The same may happen wrt. access to financial services (e.g. Facebook employees around the world may eventually be indistinguishable from US citizens for the purpose of opening bank accounts or owning property in the US, etc.), for example. Maybe a particularly bad example because taxation is very complicated and this messes with that too directly

Perhaps a better example would relate to access to State-sponsored programs like healthcare. Imagine future in which Amazon, Facebook, Google lobby for allowing a knowledge worker to travel from their country of residence to their country of work to utilize a governmental program that was previously reserved to citizens only. (Add a bit about actual citizens losing that right if they are 'unproductive' and you got yourself a setting for a sci-fi story)

It's late and maybe I'm not making much sense, I don't know. I'm aware there are a million possible reasons why this should not come to pass but at least on law & regulation I think that if the incentives of the companies align with 'extending rights of remote workers towards citizenship-like rights', then law and legislation will be changed via lobbying, etc. without much ordinary citizens can do about it

I offer no judgment of value - simply pointing out something that we may see happen over the next years or decade



Ever since i read Snowcrash I've thought about this. What if major corps developed transnational power: get hired in India, get benefits that include expedited visa processing, global health insurance coverage, company schools or online curricula for children of employees. I mean this exists for senior execs, how would it look when extended to the FAANG rank and file?
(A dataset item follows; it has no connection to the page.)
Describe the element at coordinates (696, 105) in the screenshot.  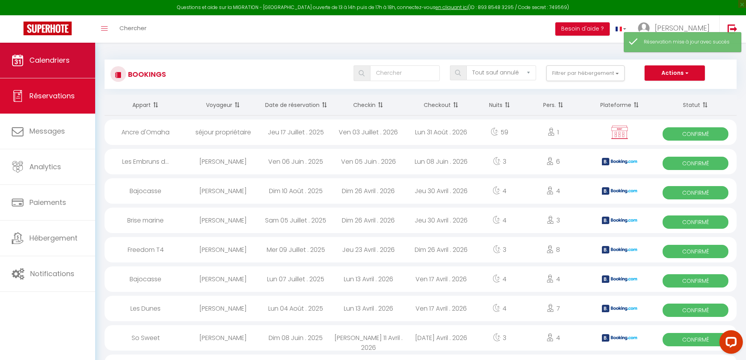
I see `th: Sort by status` at that location.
Sort of a mobility-focused benefits package. Unlikely, incredibly unfeasible but interesting to ponder.


I was somehow unfamiliar with Snow Crash. Thanks for the pointer!
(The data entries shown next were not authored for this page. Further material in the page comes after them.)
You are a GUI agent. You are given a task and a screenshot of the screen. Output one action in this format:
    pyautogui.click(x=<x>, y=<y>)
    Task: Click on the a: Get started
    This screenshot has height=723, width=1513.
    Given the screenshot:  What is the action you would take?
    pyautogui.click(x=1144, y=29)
Also - yes, precisely! The internet abounds with posts about how Apple's market cap is larger than most countries GDP already. If the trend of tech-giants growth keeps pace, we may have multi-trillion dollar companies whose revenue will rival nations' GDPs.

At that point, the 'guild' of workers around the world will may have enough political power to be backed by the company, which will have enough leverage to influence law everywhere.